Sibyl Ruth, former University of Cambridge student
An article on Angela Carter in The Nation reminds us of her description of Wuthering Heights.
Carter once called Wuthering Heights “one of the greatest, if not the greatest, love stories ever written,” and in her fiction the male romantic leads tend to be feral, violent, and encrusted with dirt. (Namara Smith)
Buffalo News reviews the book Manhattan Beach by Jennifer Egan. Beware of spoilers, though!
Plucky Anna gets hired at the Naval Yard, measuring microscopic navigational components to support her mother and disabled sister after her father disappears, conveniently leaving a bankbook and some cash on the dresser. She encounters a Heathcliff/Mr. Rochester-style, dark-haired gangster lover, first as a child visiting him with her father, years later under unsavory circumstances. Fear not, he has a heart of gold, as far as Anna is concerned. (Stephanie Shapiro)
The Globe and Mail features the film Edgar Allan Poe: Buried Alive, to be broadcast on PBS on Monday.

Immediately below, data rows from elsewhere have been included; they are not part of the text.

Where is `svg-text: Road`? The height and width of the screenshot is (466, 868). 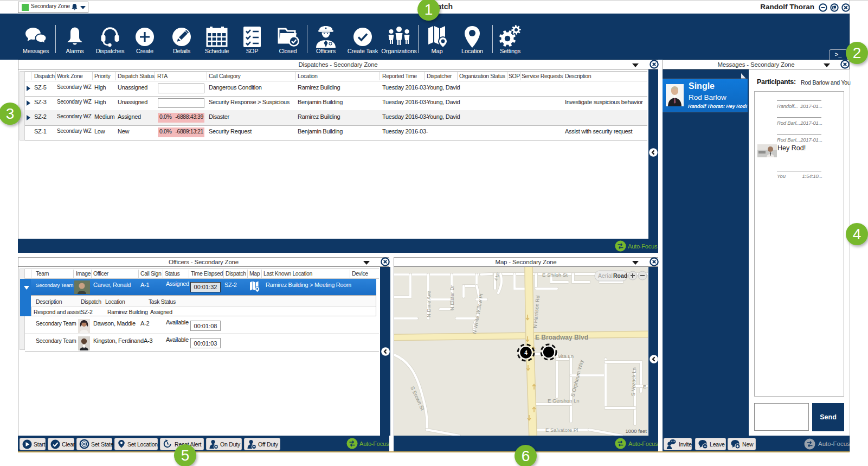
svg-text: Road is located at coordinates (620, 276). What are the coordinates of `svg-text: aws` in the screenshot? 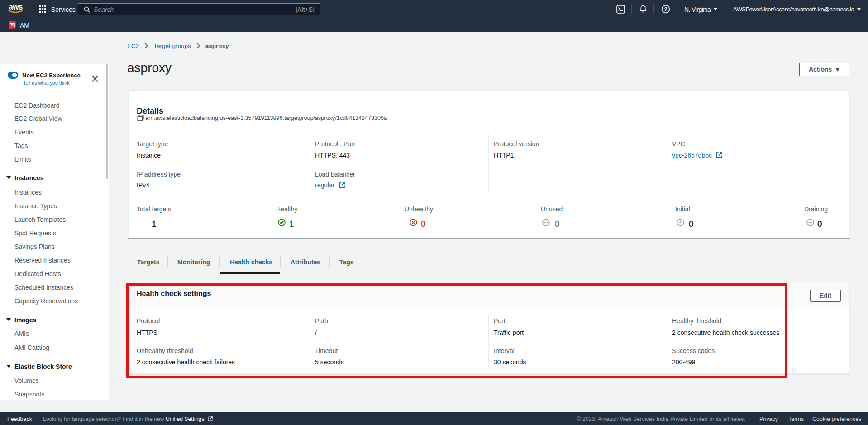 It's located at (16, 7).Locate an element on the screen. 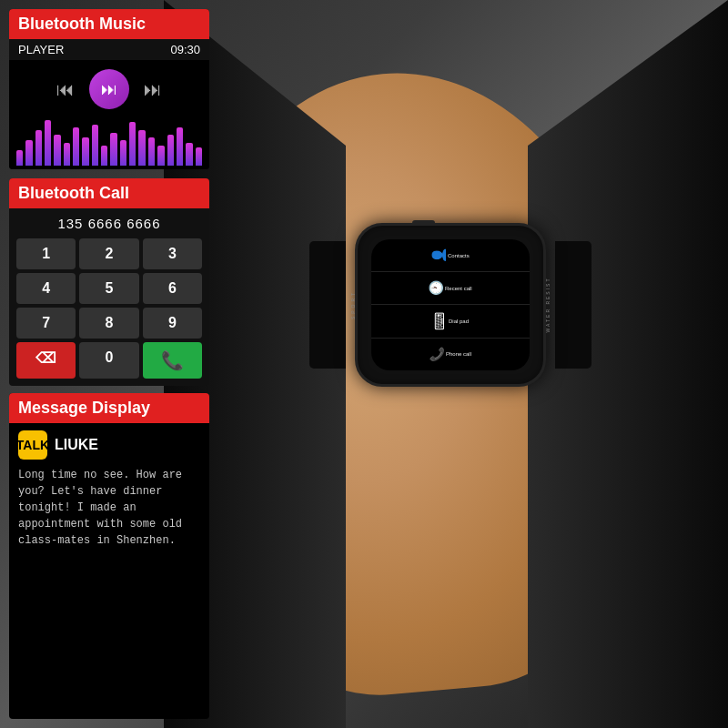  contacts-icon: 👤 is located at coordinates (439, 255).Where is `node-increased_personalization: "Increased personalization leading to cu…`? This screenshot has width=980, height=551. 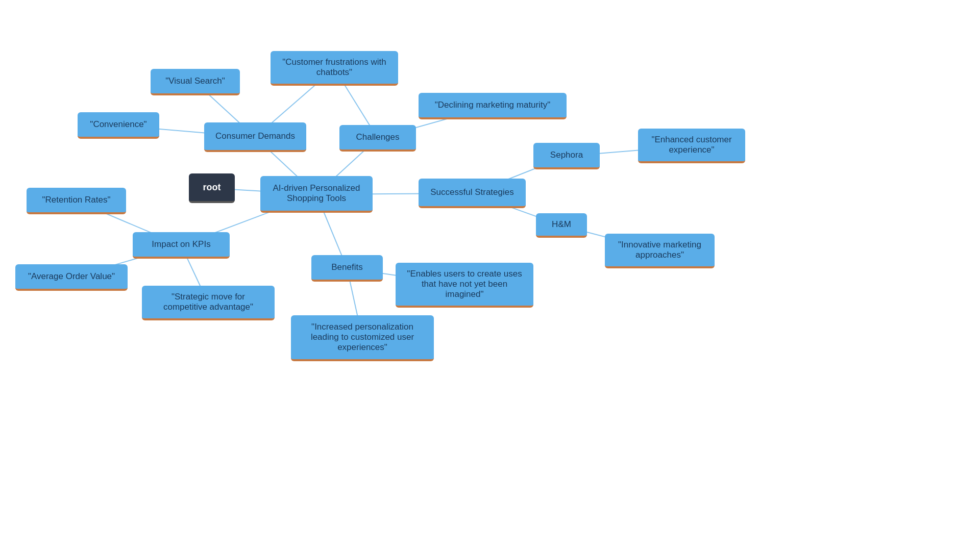 node-increased_personalization: "Increased personalization leading to cu… is located at coordinates (362, 338).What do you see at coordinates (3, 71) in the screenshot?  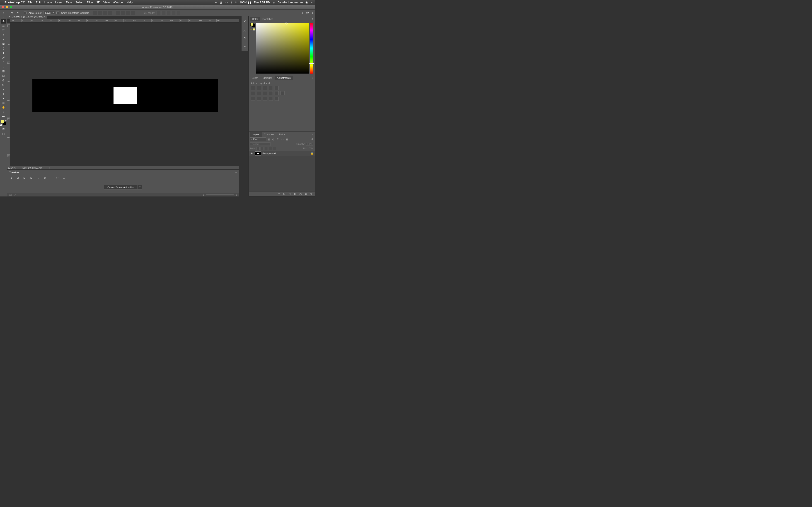 I see `eraser-tool: ◫` at bounding box center [3, 71].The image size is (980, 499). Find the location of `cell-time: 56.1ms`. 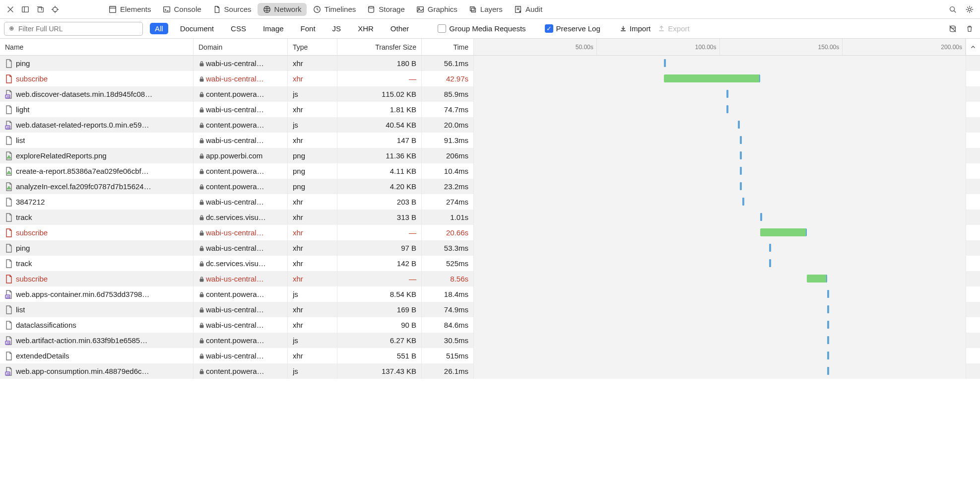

His mother, Eliza Poe, was a star of musical comedy when she died of tuberculosis at the age of 24. She had three children and had just been abandoned by a feckless husband. Knowing she was dying, Eliza appealed to her friends and fans to help her kids, and Edgar was taken in by the Allan family. His stepmother adored him and his stepfather, a successful businessman, scorned the boy. What we get is a picture of Poe as a Victorian orphan – such as those in Brontë novels – who is forever traumatized by the need to find a home and hearth where they are welcome and comfortable. (John Doyle)
WPSU reviews the film God's Own Country.
Gheorghe (Alec Secareanu) is strong, Heathcliff-handsome (if anything, the setting and the pent-up passions in God's Own Country owe more to Wuthering Heights than to Brokeback Mountain), and fiercely ready to set boundaries when Johnny dismisses him as a gypsy. (Ella Taylor)
Vox has an article on Lord Byron inspired by the Harvey Weinstein scandal.
Jacques Barzun, writing in the Atlantic in the 1950s of Byron’s influence, gives a (truncated) rundown of the great writers influenced by that trope: “From Goethe, Pushkin, Stendhal, Heine, Balzac, Scott, Carlyle, Mazzini, Leopardi, Berlioz, George Sand, and Delacroix down to Flaubert, Tennyson, Ruskin, the Brontës, Baudelaire, Becque, Nietzsche, Wilde, and Strindberg, one can scarcely name a writer who did not come under the spell of Byronism and turn it to some use in his own life or work.” (Tara Isabella Burton)
Many Gendered Mothers discusses 'Charlotte Brontë’s Jane and Emily Brontë’s Catherine'.